This comes following reports in Business Day, Beeld and Die Burger that the Gauteng branch of Naspers subsidiary Paarl Web printed election documentation for the political party.
"All our newspapers have in the past taken a strong stand against any organisation which financially or otherwise supported the regime of President Robert Mugabe," the petition to Vosloo reads. "We were also very critical about the way our own government handled the Zimbabwe situation.
"The personal experience and journalistic evidence of several of our Naspers colleagues who reported from Zimbabwe during the past few years, very often under dangerous and unstable conditions, showed without a shadow of a doubt that these viewpoints were correct.
"In the light of this we believe that the acceptance of the Zanu-PF contract constitutes, at the very least, a very serious lack of judgment and we would hope that Naspers, as the parent company of Paarl Web, would acknowledge this."
"We therefore believe it appropriate that the R3m that Paarl Web apparently received for this contract be given to organisations which aims to alleviate the plight of the people of Zimbabwe."
Paarl Web Gauteng's general manager, Jandre de Milander, told Beeld that the printing order came from a South African agent, and that Paarl Web did not know it was for Zanu-PF.
No comment
It is not clear how much money the company received or who the agent acting on Zanu-PF's behalf is.
Paarl Web CEO Stephen van der Walt declined to provide Fin24.com with comment, while Naspers' investor relations head Meloy Horn was unavailable.
De Milander told Beeld that the company does a lot of printing for African countries and political parties, including the ANC, he said.
De Milander said that if the company had known that the print run was for Zanu-PF, the company would've thought twice about undertaking the work.

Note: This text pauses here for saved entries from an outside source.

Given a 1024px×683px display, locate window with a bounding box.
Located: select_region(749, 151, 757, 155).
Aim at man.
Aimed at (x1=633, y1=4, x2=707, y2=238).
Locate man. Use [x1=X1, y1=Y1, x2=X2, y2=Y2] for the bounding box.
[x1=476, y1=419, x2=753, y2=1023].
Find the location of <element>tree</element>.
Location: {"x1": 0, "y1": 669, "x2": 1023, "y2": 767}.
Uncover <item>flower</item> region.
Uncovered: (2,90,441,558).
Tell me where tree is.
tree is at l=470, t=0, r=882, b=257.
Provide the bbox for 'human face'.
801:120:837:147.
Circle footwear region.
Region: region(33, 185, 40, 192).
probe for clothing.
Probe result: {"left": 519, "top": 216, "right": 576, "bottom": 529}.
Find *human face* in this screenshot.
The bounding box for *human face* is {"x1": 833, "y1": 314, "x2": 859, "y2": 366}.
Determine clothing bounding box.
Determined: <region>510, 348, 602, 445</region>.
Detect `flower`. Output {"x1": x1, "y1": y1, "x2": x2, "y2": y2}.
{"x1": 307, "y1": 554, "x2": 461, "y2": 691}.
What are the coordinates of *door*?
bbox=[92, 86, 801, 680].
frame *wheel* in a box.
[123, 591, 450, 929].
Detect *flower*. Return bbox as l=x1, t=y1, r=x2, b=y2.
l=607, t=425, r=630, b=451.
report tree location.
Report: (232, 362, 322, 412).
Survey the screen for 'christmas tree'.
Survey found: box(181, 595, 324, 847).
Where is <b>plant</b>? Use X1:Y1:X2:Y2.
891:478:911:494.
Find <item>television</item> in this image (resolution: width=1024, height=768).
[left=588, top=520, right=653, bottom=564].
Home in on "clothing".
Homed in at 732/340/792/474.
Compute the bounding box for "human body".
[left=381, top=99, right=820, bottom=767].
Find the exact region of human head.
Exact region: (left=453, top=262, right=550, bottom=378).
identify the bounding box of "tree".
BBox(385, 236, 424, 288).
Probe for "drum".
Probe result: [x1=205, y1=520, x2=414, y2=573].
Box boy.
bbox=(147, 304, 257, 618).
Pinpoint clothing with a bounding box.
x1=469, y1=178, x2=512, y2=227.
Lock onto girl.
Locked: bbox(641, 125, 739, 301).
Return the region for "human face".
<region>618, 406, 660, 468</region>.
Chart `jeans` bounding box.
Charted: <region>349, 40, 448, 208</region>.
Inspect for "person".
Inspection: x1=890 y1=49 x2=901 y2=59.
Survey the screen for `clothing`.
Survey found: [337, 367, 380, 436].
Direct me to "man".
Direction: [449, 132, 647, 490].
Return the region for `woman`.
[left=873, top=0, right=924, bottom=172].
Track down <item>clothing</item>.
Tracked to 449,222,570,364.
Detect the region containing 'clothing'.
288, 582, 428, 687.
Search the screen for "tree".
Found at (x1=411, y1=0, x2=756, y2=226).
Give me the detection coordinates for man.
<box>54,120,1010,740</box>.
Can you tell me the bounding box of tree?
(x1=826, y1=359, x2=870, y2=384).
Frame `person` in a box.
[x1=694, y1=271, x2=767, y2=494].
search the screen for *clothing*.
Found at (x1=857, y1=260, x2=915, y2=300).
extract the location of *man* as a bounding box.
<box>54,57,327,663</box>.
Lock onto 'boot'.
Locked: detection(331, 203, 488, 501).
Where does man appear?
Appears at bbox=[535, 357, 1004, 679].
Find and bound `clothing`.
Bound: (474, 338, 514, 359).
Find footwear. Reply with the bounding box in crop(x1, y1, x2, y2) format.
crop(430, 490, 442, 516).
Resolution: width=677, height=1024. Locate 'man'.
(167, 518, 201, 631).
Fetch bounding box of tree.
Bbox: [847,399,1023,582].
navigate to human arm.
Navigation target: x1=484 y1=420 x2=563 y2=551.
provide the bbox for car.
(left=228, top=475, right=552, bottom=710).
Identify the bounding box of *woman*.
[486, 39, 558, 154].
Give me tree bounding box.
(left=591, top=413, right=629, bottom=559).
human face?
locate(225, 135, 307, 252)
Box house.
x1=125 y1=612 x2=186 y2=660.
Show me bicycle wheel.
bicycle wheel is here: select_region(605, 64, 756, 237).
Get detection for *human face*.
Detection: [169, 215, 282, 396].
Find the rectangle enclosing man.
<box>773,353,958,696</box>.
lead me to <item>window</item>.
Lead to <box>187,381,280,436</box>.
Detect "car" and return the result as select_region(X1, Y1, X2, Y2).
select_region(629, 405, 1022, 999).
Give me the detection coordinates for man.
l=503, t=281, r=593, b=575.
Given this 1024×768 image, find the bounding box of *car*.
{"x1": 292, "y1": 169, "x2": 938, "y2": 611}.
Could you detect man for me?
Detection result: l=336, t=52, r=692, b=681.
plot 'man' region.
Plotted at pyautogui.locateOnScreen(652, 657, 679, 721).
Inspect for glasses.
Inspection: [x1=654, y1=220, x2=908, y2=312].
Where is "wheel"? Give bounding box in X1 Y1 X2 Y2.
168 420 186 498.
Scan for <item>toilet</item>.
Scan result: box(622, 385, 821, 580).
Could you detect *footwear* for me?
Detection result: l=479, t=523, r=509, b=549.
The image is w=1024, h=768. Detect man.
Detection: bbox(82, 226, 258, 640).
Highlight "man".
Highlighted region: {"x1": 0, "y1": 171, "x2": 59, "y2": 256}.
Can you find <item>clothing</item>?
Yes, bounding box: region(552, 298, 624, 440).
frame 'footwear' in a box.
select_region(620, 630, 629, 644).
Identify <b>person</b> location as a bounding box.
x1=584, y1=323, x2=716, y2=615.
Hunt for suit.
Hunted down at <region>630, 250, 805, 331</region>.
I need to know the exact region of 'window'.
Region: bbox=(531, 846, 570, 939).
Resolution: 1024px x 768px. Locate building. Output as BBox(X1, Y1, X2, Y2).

Business Day reported on June 13 that the agent had initially approached Caxton to print "a million copies of a high-quality booklet on why people should vote Zanu-PF".
The paper said R3m had been transferred by the Zimbabwean central bank into Caxton's accounts, but the company refused the job after its chairperson, Frederik Van Zyl Slabbert, threatened to resign had Caxton accepted it.
Staffers intend to deliver the petition to Naspers' chairperson Ton Vosloo on Wednesday June 25.
- Fin24.com
- Fin24.com is part of Fin24, a Naspers subsidiary.